Dangerous game

According to Reuters, Justice Ruth Bader Ginsburg "vowed to resist any pressure to retire that might come from liberals who want to ensure that Democratic President Barack Obama can pick her successor before the November 2016 presidential election."

I love Ginsburg (Jeffrey Toobin's profile of her in a recent issue of The New Yorker, locked behind the paywall now, is a good place to start if you want to learn more about her), but if this report is true Ginsburg is being shockingly reckless. We've seen how quickly so much can be undone in a short time by the Supreme Court having Roberts replace O'Connor, I'd be stunned if Ginsburg didn't ultimately realize how much of her life's work could unravel in just a few years if her seat was vacated with a conservative President in office. 

Lots of ifs, but that's just the point: Obama is President now, she is still healthy now, these are things we know. 2016-2020 is an unknown. 

Best way to brake with carbon rims

This won't apply to too many of you unless you run carbon rims on your road bike, but since I recently switched to riding those, this was a useful factoid to file away, potentially a life-saver: it's best to brake more powerfully in short bursts than to brake lightly over long periods when riding carbon rims. 

It's comforting to get such consensus across all the leading carbon rim manufacturers. The next time I come bombing down the Marin Headlands, I'll be at less risk of a warped rim launching me over the cliffs into the ocean. 

Critics Round Up

For those for whom Metacritic and Rotten Tomatoes are too inclusive of critics, there is a new movie review aggregator: Critics Round Up.  From its About page:

GOAL #1
To provide an alternative to the aggregated numbers of more popular sites. Rotten Tomatoes is good for people who want to see the highest number of critics included, but standards need to be applied. Not everyone should be counted. Metacritic works for people who are mainly interested in well-known publications, but they ignore many of the best sources for film criticism because they aren’t as recognizable (no MUBI, no Cinema Scope, no more J. Hoberman since he left the Village Voice). My idea was to synthesize the approaches of these sites: to filter out the majority of the online discourse, but also to be plugged in enough to include smaller sites that have valuable things to say.


I seem to be in the target demo based on that description.

Here's the list of critics included. A lot of the movies I perused didn't differ in score too much between Metacritic and CRU, but it's interesting to find ones where there is a meaningful delta. CRU could do some work to make it easier to scan a list of movies and scores, but a quick glance revealed a few meaningful deltas. For example, CRU gives Spring Breakers an 84, much higher than Metacritic's 63. CRU also prefers Monsters University by a score of 77 to 64 and The Lone Ranger 48 to 37.

As always, it's at the margin, where we see the deltas, that I find meaningful information. I wish there was an easier way to just scan for movies where CRU diverges from Metacritic and Rotten Tomatoes by some threshold. 

From whence he came

[SPOILER ALERT: a minor one, but if you haven't seen the last episode of this season of Mad Men, I discuss the last scene.]

Whatever you thought of this season of Mad Men (it was not my favorite, it seemed to drift sideways a lot despite having so many of those oddly paced moments I love) , I loved the final shot of the final episode: Don and his children looking at the whorehouse he grew up in. It felt like the series ending shot, in a way.

This is where America comes from. This is where advertising comes from. This is where I was born. From vulgarity and nothingness and human relationship as commerce, I constructed this beautiful self, and maybe it's an illusion, or maybe it's the truth, or maybe they're one and the same.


Exercise aim => Every line of the data below that holds the string "boxes" needs to be reported.

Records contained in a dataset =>
####################
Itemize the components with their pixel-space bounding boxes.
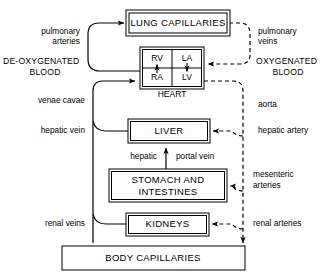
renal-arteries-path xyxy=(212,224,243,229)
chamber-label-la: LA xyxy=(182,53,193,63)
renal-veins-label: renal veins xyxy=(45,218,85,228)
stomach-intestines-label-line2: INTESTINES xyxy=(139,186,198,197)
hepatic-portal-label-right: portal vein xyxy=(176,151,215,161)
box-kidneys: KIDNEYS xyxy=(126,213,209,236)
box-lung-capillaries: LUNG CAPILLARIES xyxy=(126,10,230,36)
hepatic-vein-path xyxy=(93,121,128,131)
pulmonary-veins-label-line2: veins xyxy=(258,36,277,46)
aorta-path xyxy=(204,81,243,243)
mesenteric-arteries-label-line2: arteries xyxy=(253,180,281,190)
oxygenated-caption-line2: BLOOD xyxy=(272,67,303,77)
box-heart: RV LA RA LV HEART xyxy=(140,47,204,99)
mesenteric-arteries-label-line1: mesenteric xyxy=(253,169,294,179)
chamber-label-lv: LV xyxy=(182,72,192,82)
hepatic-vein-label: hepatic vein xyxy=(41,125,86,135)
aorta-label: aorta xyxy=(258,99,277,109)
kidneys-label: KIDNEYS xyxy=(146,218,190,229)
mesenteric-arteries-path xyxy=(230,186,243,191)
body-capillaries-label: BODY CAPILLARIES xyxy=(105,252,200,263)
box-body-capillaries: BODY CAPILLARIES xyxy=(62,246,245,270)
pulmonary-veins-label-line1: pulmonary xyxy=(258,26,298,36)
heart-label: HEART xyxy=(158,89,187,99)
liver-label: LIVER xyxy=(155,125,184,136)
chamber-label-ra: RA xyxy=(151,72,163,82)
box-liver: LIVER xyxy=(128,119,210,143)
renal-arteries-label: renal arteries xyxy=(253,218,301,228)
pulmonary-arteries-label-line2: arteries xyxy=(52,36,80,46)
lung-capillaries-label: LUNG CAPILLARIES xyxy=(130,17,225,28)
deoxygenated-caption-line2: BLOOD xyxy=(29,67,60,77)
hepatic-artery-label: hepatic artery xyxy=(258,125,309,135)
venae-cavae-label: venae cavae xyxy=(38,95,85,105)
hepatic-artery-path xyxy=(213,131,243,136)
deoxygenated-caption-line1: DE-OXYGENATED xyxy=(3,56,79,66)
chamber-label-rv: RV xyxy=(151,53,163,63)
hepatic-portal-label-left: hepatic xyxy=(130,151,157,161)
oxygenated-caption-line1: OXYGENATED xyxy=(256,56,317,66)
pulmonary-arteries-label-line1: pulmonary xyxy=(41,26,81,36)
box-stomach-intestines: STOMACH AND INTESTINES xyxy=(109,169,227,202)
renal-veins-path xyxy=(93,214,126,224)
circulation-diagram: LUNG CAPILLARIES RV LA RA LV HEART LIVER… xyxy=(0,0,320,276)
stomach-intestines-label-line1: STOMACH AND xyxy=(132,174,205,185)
####################
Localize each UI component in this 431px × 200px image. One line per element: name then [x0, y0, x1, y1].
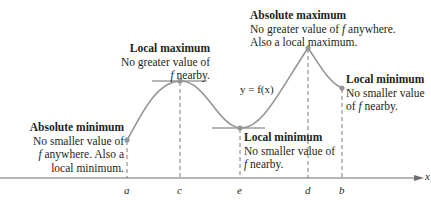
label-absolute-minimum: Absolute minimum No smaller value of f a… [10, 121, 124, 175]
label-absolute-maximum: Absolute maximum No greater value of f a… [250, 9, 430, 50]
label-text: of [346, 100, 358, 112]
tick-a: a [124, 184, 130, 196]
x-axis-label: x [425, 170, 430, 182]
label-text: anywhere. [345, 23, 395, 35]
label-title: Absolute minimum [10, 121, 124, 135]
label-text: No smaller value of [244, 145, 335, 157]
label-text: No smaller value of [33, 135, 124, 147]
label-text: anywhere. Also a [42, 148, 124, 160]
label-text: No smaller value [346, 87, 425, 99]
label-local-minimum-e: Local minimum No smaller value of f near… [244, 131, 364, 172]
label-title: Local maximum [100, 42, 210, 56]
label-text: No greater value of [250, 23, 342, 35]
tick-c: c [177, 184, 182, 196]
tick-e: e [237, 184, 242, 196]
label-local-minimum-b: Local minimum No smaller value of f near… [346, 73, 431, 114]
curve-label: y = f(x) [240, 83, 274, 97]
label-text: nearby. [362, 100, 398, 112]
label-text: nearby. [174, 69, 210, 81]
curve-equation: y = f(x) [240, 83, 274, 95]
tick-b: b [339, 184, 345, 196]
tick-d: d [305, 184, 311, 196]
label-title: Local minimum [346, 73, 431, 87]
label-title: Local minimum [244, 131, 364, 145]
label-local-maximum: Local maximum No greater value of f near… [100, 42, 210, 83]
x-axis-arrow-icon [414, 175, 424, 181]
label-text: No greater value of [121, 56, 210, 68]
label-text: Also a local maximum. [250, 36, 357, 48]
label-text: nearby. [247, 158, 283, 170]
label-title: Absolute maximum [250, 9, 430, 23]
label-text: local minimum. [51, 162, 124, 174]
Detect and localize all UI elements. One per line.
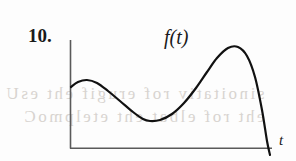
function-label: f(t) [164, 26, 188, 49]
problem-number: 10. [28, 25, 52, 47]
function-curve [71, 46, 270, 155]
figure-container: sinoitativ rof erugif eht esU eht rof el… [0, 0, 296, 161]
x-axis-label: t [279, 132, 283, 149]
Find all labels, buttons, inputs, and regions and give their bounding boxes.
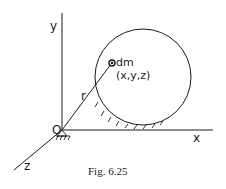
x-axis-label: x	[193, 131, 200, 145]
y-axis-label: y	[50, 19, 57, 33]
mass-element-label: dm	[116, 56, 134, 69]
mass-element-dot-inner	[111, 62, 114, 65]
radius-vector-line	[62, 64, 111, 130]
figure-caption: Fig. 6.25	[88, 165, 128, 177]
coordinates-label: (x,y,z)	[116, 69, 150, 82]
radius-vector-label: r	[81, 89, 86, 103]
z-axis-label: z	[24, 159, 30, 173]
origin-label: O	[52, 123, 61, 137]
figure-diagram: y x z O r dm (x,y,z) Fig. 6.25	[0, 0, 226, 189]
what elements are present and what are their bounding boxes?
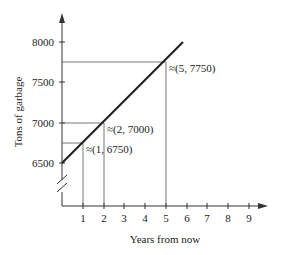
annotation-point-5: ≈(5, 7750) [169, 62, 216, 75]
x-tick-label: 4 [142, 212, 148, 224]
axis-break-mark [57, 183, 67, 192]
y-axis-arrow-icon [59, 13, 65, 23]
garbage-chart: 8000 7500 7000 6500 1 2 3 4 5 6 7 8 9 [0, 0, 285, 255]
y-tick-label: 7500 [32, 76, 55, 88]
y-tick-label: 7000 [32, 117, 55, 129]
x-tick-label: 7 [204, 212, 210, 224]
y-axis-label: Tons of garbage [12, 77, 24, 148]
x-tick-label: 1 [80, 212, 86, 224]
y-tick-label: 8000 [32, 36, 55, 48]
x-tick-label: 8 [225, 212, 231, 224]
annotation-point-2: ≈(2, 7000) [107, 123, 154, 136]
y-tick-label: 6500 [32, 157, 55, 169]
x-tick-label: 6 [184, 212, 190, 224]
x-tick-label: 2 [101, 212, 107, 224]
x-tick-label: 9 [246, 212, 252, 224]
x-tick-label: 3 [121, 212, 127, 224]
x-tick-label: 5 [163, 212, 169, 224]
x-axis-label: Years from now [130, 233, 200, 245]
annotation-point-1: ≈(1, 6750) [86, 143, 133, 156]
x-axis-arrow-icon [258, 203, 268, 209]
####################
Task solution =>
Itemize the components with their pixel-space bounding boxes.
Find all labels, buttons, inputs, and regions and give their bounding boxes.
what elements are present and what are their bounding boxes?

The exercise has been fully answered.